The narrator is unable to give the reader insight into the minds of the other characters. Only through their actions does the narrator and the reader start to piece together what is actually occurring in the house. The narrator acts as a foil to Roderick Usher. The narrator remains nameless because it the unknown is very scary. The audience never really knows what do think of the narrator. If he was named he would seem like mysterious and more real – less scary.
The narrator is logical and reasonable. On many occasions, he stops to explain rational reasons that are the causes of the “supernatural” events in the house. The narrator downplays much of the action in the novel. At one point Roderick points out and the mist and believes that a “supernatural” force is creating it. The narrator tries to explain it away but saying it is caused by electrical charges. Roderick is irrational in mind and body. He does strange things and says strange things. The narrator’s logic is balanced against the craziness of Roderick.
The narrator is also a foil to the reader. The narrator is too rational and too dense to figure out what is happening in the house. He witnesses many things and accounts them to the reader. But he is unable to draw any non-logical conclusions. He isn’t so bright. The reader on the other hand, can look at these clues and is smart enough to figure out what is happening. Poe deliberately makes the narrator stupid and places faith in the detective skills of his audience. This particular technique has been misinterpreted by many academics. Critics believe that Poe was great at plot but not well equipped to fully flesh out characterization. In this case, Poe intentionally holds by the description of the narrator to make him anonymous, distant, and impartial.
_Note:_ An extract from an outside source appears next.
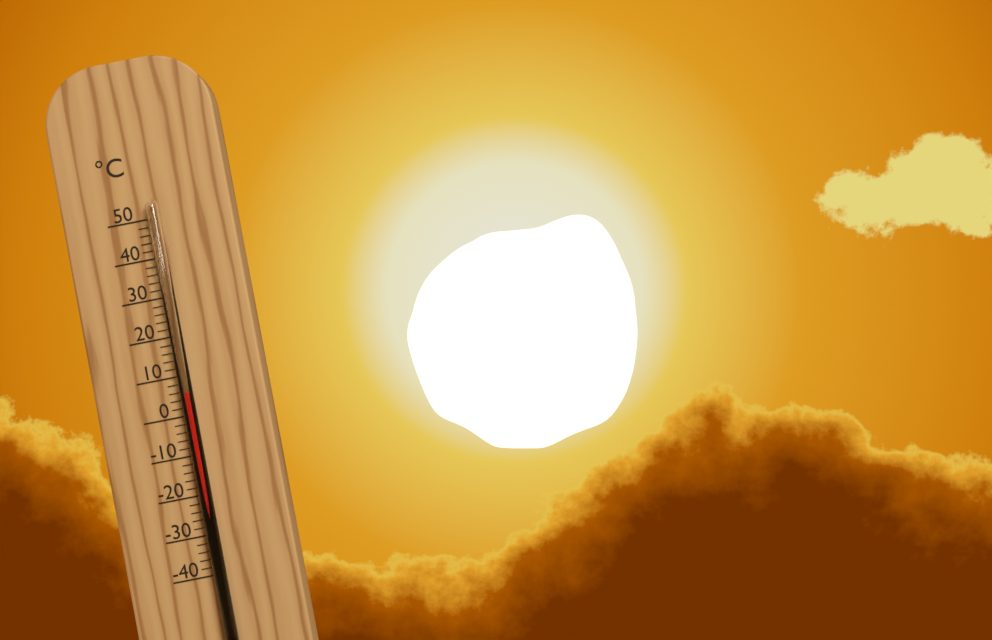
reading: 6 °C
“An impressible, tremor gradually pervaded my frame, and, at length, there sat upon my very heart an imbus of utterly causeless alarm,” (Poe 126) states the narrator. And so feels the reader. In The Fall of the House Usher Poe employs the narrator to deliver several different types of narrative techniques. He plays all the senses. Through the use of rhyme, metaphor, word manipulation, and alliteration all seen through the eyes of the narrator, he weaves a tail of creeping horror and emotional breakdown. The narrative technique is extremely important in the story. Without the narrator, there is no story. He is the sole witness of all the tragic events that occur, and the only person who lived.
Works Cited
- Brown, Gillian. “The Poetics of Extinction.” The American Face of Edgar Allan Poe. Ed. Shawn Rosenheim and Stephen Rachman. Baltimore: Johns Hopkins UP, 1995. 330-44.
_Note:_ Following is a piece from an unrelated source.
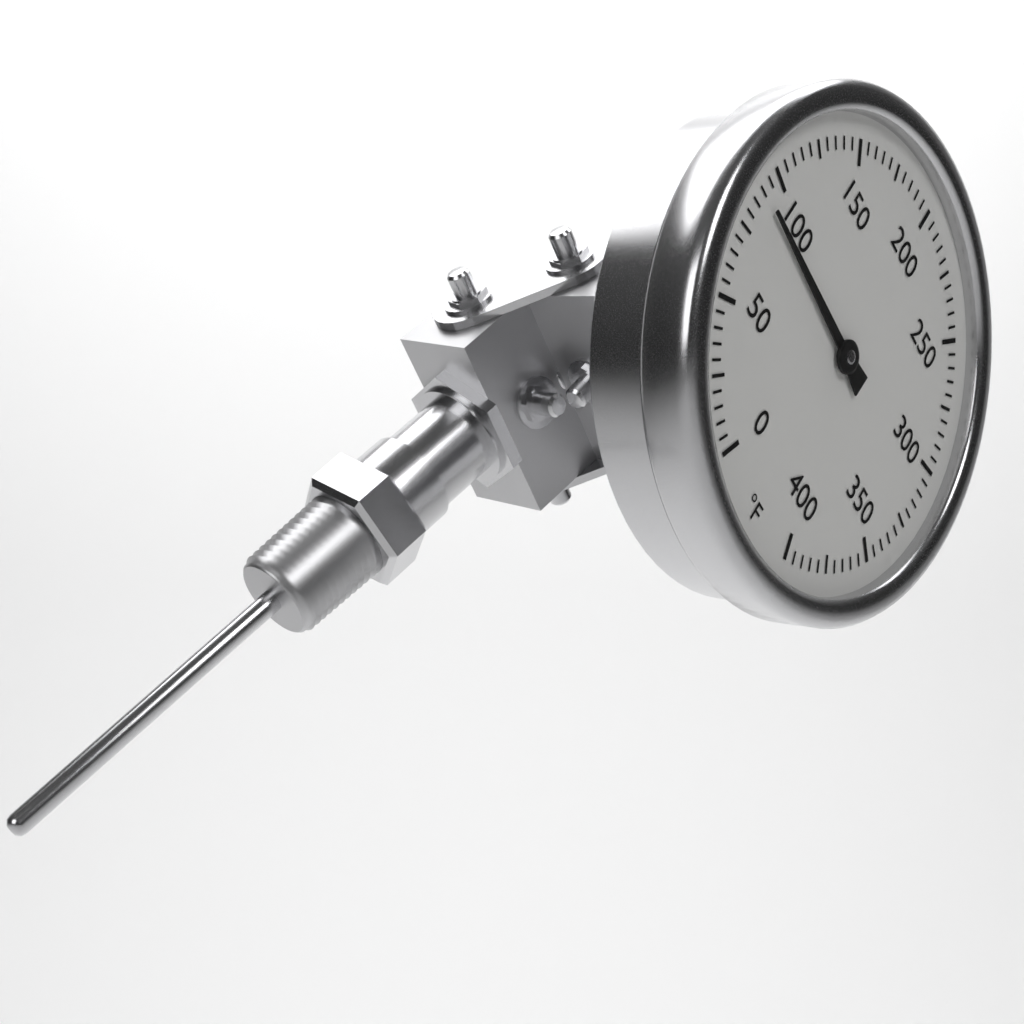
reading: 90 °F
- Ketterer, David “”Shudder”: A Signature Crypt-ogram in “The Fall of the House of Usher””Resources for American Literary Study – Volume 25, Number 2, 1999, pp. 192-205.
- Lammers, John. “Sentience and the False Deja Vu in ‘The Fall of the House of Usher.'” Publications of the Arkansas Philological Association 22.1 (Spring 1996): 19-41.
- Thompson, G.R. “The Face in the Pool: Reflections on the Doppelgänger Motif in ‘The Fall of the House of Usher’,” from Poe Studies, vol. V, no. 1, June 1972, pp. 16-21.
- Poe, Edgar Allan. Collected Works of Edgar Allan Poe. Ed. Thomas Ollive Mabbott. 3 vols. Cambridge: Belknap Press of Harvard U, 1969-
- Wagenknecht, Edward. Edgar Allan Poe: The Man Behind the Legend. New York: Oxford UP, 1963.